Take the entries below and print only the lines from the one with "What do you see at coordinates (1317, 24)" through the one with "This screenshot has height=579, width=1029.", exactly as they stand, both ends included.

[Available records — start]

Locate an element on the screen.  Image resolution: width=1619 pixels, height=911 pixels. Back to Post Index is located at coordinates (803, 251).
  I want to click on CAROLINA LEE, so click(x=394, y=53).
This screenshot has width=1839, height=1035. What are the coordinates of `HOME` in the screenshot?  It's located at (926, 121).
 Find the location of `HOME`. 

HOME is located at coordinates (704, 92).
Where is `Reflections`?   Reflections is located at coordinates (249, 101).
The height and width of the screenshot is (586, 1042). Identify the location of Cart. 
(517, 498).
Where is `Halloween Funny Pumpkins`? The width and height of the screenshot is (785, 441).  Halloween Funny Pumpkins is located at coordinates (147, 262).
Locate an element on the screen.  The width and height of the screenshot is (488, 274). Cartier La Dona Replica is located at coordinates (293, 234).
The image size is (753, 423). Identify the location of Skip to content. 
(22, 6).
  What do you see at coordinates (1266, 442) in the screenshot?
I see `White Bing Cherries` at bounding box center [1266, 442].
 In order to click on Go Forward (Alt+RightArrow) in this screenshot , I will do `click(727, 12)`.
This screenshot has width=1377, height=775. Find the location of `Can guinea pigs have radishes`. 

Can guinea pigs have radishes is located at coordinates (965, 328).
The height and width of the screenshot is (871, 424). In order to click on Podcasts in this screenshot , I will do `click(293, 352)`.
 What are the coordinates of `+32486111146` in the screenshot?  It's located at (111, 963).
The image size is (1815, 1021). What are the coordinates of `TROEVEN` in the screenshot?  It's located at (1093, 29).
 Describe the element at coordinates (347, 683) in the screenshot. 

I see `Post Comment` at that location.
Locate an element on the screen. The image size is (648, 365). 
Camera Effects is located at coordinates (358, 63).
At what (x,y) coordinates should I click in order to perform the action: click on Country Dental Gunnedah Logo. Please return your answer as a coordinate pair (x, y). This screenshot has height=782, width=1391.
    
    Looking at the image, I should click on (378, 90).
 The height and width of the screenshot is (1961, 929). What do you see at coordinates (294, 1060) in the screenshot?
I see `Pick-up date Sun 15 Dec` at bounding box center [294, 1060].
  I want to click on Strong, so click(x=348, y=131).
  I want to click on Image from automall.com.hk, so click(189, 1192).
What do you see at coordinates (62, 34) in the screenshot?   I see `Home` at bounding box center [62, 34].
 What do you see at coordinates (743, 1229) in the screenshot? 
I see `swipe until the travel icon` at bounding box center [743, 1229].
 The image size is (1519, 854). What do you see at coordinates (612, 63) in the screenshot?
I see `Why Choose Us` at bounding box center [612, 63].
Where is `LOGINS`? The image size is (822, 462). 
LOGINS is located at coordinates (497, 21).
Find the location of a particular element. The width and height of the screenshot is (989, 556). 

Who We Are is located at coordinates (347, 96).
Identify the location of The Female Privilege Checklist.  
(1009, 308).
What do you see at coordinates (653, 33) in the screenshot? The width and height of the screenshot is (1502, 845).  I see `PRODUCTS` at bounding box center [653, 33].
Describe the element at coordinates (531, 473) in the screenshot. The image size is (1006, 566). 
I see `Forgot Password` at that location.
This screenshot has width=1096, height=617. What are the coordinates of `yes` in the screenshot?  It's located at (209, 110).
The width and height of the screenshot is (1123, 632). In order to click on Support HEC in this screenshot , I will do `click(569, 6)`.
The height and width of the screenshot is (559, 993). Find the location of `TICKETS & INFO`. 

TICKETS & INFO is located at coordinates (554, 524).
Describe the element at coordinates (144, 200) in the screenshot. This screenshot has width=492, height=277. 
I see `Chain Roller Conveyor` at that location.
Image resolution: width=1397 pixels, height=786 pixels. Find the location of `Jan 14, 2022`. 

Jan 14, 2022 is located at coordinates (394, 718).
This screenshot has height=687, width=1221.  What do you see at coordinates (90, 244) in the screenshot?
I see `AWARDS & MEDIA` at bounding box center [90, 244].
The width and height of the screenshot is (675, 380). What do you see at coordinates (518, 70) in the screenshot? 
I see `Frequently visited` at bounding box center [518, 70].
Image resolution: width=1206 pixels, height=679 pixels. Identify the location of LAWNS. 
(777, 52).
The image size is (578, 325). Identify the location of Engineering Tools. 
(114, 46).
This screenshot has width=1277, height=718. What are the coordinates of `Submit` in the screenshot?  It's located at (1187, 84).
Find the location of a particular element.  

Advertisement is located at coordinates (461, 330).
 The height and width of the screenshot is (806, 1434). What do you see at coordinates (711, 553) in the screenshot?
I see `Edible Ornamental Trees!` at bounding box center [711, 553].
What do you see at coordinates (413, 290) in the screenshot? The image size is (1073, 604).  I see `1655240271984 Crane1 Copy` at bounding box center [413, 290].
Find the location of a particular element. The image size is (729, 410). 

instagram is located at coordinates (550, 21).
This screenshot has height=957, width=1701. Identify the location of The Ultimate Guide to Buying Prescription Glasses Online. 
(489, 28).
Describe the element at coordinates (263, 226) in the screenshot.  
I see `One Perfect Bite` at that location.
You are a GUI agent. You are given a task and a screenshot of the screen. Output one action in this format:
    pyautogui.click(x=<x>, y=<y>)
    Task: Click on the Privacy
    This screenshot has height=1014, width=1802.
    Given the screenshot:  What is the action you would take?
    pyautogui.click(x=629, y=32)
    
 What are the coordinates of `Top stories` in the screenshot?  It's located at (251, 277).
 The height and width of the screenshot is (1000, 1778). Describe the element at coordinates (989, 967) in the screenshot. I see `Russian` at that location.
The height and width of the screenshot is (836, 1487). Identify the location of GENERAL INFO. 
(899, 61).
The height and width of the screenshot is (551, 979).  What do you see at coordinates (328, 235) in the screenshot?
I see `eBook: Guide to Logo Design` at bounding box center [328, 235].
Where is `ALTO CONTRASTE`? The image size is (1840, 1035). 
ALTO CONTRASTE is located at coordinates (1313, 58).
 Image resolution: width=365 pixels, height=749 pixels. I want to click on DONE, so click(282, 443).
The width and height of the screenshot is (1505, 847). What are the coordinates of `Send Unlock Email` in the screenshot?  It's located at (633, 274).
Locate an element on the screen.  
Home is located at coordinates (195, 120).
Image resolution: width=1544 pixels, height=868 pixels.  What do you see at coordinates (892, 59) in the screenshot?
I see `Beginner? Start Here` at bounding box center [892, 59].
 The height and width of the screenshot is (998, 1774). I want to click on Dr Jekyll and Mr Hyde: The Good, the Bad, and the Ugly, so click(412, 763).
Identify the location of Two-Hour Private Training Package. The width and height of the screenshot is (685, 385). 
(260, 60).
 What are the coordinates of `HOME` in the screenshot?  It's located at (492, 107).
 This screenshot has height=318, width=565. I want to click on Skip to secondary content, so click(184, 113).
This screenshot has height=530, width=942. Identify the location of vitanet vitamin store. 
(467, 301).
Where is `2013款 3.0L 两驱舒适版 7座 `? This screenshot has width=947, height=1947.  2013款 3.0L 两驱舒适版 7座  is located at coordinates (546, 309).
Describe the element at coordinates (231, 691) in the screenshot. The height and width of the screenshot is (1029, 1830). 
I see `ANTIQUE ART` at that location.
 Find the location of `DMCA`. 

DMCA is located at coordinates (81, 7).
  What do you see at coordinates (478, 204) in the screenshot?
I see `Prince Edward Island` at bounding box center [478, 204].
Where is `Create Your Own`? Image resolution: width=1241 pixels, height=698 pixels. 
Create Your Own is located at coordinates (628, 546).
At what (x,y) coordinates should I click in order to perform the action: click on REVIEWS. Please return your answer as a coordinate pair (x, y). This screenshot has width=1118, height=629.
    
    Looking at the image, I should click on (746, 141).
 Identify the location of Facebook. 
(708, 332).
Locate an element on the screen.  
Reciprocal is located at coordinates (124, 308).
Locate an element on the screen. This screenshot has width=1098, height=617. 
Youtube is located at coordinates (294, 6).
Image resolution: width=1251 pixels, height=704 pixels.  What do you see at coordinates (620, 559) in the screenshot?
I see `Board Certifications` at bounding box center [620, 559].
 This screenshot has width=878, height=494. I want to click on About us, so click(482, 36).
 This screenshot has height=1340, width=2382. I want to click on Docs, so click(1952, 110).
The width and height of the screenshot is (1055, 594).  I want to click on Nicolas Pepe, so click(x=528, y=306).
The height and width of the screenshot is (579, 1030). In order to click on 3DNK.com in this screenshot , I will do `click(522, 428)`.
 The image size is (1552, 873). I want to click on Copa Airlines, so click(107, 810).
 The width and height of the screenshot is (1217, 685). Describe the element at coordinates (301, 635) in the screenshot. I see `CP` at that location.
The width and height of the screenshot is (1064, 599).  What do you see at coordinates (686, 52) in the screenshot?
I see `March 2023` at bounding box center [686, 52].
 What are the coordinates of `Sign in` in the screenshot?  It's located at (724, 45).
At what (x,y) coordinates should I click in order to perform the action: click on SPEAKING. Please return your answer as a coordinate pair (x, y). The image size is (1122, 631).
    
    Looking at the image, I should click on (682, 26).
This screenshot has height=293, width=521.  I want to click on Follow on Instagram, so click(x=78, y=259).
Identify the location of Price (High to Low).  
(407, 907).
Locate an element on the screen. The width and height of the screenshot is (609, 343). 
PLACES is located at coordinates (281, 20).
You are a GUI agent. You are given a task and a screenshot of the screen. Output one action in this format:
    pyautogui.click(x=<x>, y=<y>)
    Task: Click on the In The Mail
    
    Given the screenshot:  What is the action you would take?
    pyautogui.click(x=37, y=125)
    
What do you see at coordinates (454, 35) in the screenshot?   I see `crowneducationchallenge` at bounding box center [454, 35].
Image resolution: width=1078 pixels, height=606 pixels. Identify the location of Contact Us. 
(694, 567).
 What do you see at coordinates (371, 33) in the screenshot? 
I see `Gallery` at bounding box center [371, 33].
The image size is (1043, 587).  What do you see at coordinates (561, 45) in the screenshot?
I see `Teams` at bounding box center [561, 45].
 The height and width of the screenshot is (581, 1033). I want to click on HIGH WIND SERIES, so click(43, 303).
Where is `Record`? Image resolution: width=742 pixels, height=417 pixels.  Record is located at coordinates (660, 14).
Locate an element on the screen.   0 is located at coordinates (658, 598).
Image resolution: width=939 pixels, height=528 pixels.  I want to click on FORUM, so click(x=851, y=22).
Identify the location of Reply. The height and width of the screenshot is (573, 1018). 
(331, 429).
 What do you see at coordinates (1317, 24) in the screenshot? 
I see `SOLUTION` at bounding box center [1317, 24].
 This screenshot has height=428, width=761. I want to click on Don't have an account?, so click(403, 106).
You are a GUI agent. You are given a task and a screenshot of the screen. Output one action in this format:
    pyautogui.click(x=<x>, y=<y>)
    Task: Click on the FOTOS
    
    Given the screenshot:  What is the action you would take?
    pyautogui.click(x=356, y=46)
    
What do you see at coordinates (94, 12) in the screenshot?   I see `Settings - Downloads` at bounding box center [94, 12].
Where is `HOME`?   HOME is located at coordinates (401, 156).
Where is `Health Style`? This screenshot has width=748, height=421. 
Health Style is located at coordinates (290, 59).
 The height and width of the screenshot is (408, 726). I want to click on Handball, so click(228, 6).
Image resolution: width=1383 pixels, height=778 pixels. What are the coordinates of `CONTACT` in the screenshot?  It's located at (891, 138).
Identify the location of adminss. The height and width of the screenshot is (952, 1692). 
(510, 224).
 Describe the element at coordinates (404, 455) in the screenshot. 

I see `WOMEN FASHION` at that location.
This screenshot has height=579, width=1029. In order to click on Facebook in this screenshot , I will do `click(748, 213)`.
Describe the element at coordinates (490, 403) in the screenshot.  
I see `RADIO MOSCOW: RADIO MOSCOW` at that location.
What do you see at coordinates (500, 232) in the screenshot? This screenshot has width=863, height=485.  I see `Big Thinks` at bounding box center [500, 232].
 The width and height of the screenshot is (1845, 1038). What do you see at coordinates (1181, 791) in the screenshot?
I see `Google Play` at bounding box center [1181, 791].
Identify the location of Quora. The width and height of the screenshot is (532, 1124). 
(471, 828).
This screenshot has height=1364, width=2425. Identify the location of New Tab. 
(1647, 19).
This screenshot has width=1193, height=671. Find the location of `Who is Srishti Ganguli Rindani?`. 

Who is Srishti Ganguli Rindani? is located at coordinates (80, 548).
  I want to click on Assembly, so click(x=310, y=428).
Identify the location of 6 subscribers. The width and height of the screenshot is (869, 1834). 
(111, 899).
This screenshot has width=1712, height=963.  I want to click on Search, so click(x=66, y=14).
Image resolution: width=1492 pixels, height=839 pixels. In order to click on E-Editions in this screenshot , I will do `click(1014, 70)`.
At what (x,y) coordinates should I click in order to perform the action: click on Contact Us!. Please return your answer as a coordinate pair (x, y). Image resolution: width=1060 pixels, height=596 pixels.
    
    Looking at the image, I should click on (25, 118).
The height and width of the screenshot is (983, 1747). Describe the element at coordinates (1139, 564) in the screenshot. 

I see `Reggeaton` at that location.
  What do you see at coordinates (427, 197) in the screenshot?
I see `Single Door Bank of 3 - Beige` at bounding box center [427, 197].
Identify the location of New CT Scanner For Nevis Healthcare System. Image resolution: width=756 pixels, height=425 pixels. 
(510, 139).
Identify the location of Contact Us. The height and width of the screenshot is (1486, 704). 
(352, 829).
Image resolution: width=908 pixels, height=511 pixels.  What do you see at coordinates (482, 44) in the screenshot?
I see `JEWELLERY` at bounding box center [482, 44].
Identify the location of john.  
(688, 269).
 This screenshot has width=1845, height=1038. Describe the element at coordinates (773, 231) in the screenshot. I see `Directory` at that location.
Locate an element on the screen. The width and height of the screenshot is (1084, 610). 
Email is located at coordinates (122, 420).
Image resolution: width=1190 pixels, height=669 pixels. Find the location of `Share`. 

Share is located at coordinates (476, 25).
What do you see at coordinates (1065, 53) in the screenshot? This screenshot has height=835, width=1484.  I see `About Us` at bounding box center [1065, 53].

[Available records — finish]

* [Exercise solution]:
 What do you see at coordinates (1317, 24) in the screenshot? 
I see `SOLUTION` at bounding box center [1317, 24].
 This screenshot has height=428, width=761. I want to click on Don't have an account?, so click(403, 106).
You are a GUI agent. You are given a task and a screenshot of the screen. Output one action in this format:
    pyautogui.click(x=<x>, y=<y>)
    Task: Click on the FOTOS
    
    Given the screenshot:  What is the action you would take?
    pyautogui.click(x=356, y=46)
    
What do you see at coordinates (94, 12) in the screenshot?   I see `Settings - Downloads` at bounding box center [94, 12].
Where is `HOME`?   HOME is located at coordinates (401, 156).
Where is `Health Style`? This screenshot has width=748, height=421. 
Health Style is located at coordinates (290, 59).
 The height and width of the screenshot is (408, 726). I want to click on Handball, so click(228, 6).
Image resolution: width=1383 pixels, height=778 pixels. What are the coordinates of `CONTACT` in the screenshot?  It's located at (891, 138).
Identify the location of adminss. The height and width of the screenshot is (952, 1692). 
(510, 224).
 Describe the element at coordinates (404, 455) in the screenshot. 

I see `WOMEN FASHION` at that location.
This screenshot has height=579, width=1029. In order to click on Facebook in this screenshot , I will do `click(748, 213)`.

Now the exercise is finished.